At the age of 11, Valerică Stănescu is enrolled in school, keeping on him a kind of catalog with school results, which he presented to each school in the localities through which his family of potters passed. Attracted by literature and history, the young Valerică Stănescu decides to continue his studies up to the level of 10 classes (the equivalent of today’s high school years), practicing, at the same time, the craft of his people of potters.
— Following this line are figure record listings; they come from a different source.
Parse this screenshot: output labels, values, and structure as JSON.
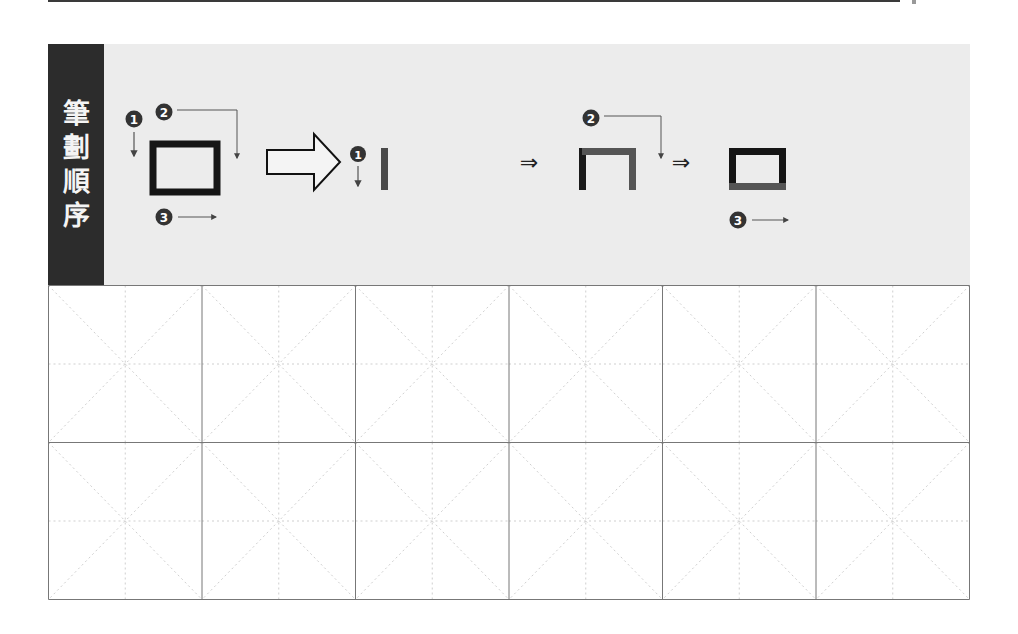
{
  "header": {
    "label_chars": [
      "筆",
      "劃",
      "順",
      "序"
    ],
    "label_text": "筆劃順序"
  },
  "stroke_order": {
    "character": "口",
    "step_numbers": [
      "❶",
      "❷",
      "❸"
    ],
    "implies_arrow": "⇒",
    "steps": [
      {
        "index": 1,
        "description": "vertical stroke down (left side)"
      },
      {
        "index": 2,
        "description": "horizontal-turn-vertical stroke (top and right)"
      },
      {
        "index": 3,
        "description": "horizontal stroke left-to-right (bottom)"
      }
    ]
  },
  "practice_grid": {
    "rows": 2,
    "columns": 6,
    "guide_style": "米字格 dotted cross and diagonals"
  },
  "colors": {
    "label_bg": "#2c2c2c",
    "band_bg": "#ececec",
    "stroke_done": "#1a1a1a",
    "stroke_current": "#555555",
    "grid_line": "#777777",
    "guide_line": "#cfcfcf"
  }
}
Starting with 1967, he began to write in his first book, “Laws of the tent”, which the Publishing House “Scrisul Românesc” from Craiova had included as a reserve, to be published in 1981, but the manuscript in its original form did not was never published.
Reconsidering and assuming the mission of preserving the memory of his family, after the fall of the communist regime, Valerică Stănescu rewrites the work, which she published in 2004 under the title “Laws of the tent / Le krisa le rromenqe” (Vanemonde Publishing, Bucharest), under the form of a micro-novel, in a bilingual Romanian-Roma version, the translation into Romanian belonging to the writer’s daughter, Camelia Stănescu, a student, at that time, of the Faculty of Foreign Languages and Literatures, University of Bucharest.
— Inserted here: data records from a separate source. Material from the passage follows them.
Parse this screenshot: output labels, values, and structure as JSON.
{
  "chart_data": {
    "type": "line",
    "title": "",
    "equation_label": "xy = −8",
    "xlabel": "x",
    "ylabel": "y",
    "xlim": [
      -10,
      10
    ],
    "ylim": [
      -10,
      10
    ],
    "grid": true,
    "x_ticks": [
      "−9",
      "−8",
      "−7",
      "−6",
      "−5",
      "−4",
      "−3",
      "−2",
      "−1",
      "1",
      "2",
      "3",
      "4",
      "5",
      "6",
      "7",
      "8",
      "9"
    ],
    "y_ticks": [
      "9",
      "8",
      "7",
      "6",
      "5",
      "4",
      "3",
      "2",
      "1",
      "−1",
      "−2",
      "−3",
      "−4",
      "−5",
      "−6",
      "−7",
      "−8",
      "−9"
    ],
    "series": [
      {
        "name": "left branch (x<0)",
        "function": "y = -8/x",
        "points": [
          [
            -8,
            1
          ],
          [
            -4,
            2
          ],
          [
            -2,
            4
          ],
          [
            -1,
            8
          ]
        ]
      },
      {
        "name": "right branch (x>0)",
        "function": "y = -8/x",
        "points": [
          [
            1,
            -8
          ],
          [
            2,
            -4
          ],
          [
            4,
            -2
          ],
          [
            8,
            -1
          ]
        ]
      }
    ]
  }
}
In 2007, he published the autobiographical novel “With Death in his Eyes” (Marlink Publishing), which was launched in February 2008, at the Ministry of Culture, on the occasion of “Roma Liberation Day”. The novel inspired the staging of the theater show “Kali Trash / Black Fear”, directed by Mihai Lukács, produced by the Roma theater company “Giuvlipen”. The premiere of the show took place in 2018, on the stage of the Jewish State Theater. The show was dedicated to the memory of all Roma victims of the Holocaust in Romania.